How the Child Tax Credit Works

The Child Tax Credit directly reduces your federal income tax liability — dollar for dollar, not as a deduction. A $2,000 credit reduces a $10,000 tax bill to $8,000. This is fundamentally more valuable than a deduction of the same amount, which only reduces the income on which tax is calculated.

The credit is claimed on Schedule 8812 (Credits for Qualifying Children and Other Dependants) attached to Form 1040. Tax software handles this automatically — you enter your qualifying children in the dependants section and the software calculates the credit.

Who Qualifies as a Qualifying Child

To qualify for the CTC, the child must meet all of these tests:

  • Age: Under 17 at the end of the tax year (16 or younger on December 31, 2026)
  • Relationship: Your son, daughter, stepchild, eligible foster child, sibling, or descendant of any of these
  • Residence: Lived with you for more than half the tax year
  • Dependency: You provided more than half their financial support
  • Citizenship: US citizen, national, or resident alien
  • Social Security Number: Must have a valid SSN issued before the tax return due date — not an ITIN
  • Filing status: Child did not file a joint return with a spouse (unless only to claim a refund)

The Refundable Portion (ACTC)

If the $2,000 CTC exceeds your tax liability, up to $1,700 per child can be refunded as the Additional Child Tax Credit (ACTC). This makes the CTC partially refundable — you can receive cash back even if your income tax liability is zero.

Example: A family owes $500 in federal income tax and has two qualifying children. The CTC is $4,000. The first $500 offsets the tax bill to zero. The remaining $3,500 (up to $3,400 — $1,700 × 2) can be refunded as ACTC, subject to an earned income calculation. For very low earners, the ACTC is calculated as 15% of earned income above $2,500.

Income Phase-Outs

The CTC begins phasing out at:

  • $200,000 for single filers, heads of household, and married filing separately
  • $400,000 for married filing jointly

The credit reduces by $50 for each $1,000 (or fraction thereof) of income above these thresholds. A married couple earning $420,000 sees a $1,000 reduction in the credit ($50 × 20 = $1,000 total reduction). At approximately $440,000 (MFJ) or $240,000 (single), the full $2,000 credit is phased out for one child.

Source: IRS Child Tax Credit guidance.

How to Claim It

Enter each qualifying child in the dependants section of your tax return. Tax software (TurboTax, H&R Block, IRS Free File) calculates the credit automatically based on the information you enter. Schedule 8812 is generated automatically. If filing by paper, complete Schedule 8812 and attach it to Form 1040. No additional documentation is needed — but keep records of the child's SSN, relationship, and residency in case of IRS queries.

Child Tax Benefits Globally

UK — Child Benefit: The UK provides Child Benefit — £25.60/week per child (£1,331/year) for the eldest and £16.95/week for additional children (2026/27 rates). Unlike the US CTC, UK Child Benefit is paid directly (weekly or 4-weekly) rather than as a tax credit. The High Income Child Benefit Tax Charge claws it back for households where either parent earns above £60,000/year. HMRC at gov.uk/child-benefit.

India: India does not have a direct child tax credit equivalent. However, child-related tax benefits exist: Section 80C allows deduction for children's tuition fees (up to ₹1.5 lakh). Children's Education Allowance (₹100/month per child, up to 2 children) and Hostel Allowance (₹300/month per child) are minor but available to salaried employees in the old tax regime. India's primary child support mechanisms are government schemes (free education, mid-day meals) rather than tax credits.

Canada — Canada Child Benefit (CCB): Canada's CCB is a tax-free monthly payment — one of the most generous in the world relative to income. For 2026, eligible families receive up to $7,786.68/year per child under 6 and $6,570/year per child aged 6–17, reduced by income above ~$36,502. The CCB phases out gradually and is designed to provide meaningful support to middle and lower-income families. Payments are made monthly directly to the primary caregiver. CRA at canada.ca.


## [What you need to do]
The lines from the start of the records below through the line containing "The width and height of the screenshot is (683, 319)." are to be copied exactly, both ends included, with nothing added.

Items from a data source
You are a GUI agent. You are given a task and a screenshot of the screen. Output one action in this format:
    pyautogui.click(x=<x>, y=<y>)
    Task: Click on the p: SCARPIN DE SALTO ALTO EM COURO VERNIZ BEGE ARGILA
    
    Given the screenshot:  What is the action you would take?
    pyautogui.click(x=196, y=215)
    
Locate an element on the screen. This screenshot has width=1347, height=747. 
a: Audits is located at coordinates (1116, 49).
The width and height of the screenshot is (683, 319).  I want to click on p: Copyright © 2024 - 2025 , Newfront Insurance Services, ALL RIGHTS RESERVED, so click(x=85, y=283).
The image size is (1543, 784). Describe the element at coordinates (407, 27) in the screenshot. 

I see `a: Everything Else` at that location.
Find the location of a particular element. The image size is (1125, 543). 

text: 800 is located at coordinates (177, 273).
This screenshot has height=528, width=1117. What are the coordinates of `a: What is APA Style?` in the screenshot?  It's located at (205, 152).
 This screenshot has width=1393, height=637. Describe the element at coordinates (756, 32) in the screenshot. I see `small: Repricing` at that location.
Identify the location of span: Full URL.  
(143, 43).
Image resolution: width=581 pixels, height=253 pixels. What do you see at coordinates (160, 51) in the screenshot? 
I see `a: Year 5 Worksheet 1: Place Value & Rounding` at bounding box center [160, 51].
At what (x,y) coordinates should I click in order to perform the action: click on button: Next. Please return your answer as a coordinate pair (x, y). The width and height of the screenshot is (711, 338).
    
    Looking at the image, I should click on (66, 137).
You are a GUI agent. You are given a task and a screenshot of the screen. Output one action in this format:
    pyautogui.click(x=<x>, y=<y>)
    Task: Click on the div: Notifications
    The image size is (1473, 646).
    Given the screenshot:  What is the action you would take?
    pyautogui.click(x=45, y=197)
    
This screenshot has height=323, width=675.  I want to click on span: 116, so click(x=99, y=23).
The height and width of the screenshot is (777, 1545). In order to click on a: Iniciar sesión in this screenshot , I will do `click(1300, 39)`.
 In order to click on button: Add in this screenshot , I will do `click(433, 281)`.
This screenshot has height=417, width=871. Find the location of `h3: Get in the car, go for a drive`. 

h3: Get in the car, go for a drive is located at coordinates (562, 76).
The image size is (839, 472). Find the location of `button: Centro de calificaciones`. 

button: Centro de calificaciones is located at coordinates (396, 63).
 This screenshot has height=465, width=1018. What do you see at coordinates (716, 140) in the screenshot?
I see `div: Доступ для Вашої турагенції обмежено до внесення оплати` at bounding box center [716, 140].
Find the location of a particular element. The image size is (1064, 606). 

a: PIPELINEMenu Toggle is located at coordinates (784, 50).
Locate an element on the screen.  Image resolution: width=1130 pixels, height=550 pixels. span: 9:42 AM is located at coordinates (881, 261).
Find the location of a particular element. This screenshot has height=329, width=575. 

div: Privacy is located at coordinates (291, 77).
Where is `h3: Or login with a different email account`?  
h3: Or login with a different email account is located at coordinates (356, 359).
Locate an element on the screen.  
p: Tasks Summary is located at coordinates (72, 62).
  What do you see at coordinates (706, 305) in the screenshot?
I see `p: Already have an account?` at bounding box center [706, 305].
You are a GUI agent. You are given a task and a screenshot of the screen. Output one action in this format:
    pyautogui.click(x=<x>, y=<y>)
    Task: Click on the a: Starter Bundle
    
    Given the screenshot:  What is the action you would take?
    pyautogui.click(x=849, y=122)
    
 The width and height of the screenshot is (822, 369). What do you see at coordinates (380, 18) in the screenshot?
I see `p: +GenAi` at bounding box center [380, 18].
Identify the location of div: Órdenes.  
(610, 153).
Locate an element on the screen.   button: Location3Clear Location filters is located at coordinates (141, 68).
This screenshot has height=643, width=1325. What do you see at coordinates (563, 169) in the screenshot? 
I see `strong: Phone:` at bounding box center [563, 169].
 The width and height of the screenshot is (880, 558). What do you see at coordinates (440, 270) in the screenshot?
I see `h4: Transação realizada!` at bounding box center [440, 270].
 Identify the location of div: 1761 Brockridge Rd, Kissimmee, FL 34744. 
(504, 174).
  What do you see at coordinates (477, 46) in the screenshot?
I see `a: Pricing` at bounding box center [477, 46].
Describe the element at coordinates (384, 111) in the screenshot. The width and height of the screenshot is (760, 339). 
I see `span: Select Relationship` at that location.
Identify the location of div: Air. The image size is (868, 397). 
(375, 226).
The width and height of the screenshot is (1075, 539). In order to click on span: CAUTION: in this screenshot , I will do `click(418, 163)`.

## [Exercise response]
You are a GUI agent. You are given a task and a screenshot of the screen. Output one action in this format:
    pyautogui.click(x=<x>, y=<y>)
    Task: Click on the p: SCARPIN DE SALTO ALTO EM COURO VERNIZ BEGE ARGILA
    
    Given the screenshot:  What is the action you would take?
    pyautogui.click(x=196, y=215)
    
Locate an element on the screen. This screenshot has width=1347, height=747. 
a: Audits is located at coordinates (1116, 49).
The width and height of the screenshot is (683, 319).  I want to click on p: Copyright © 2024 - 2025 , Newfront Insurance Services, ALL RIGHTS RESERVED, so click(x=85, y=283).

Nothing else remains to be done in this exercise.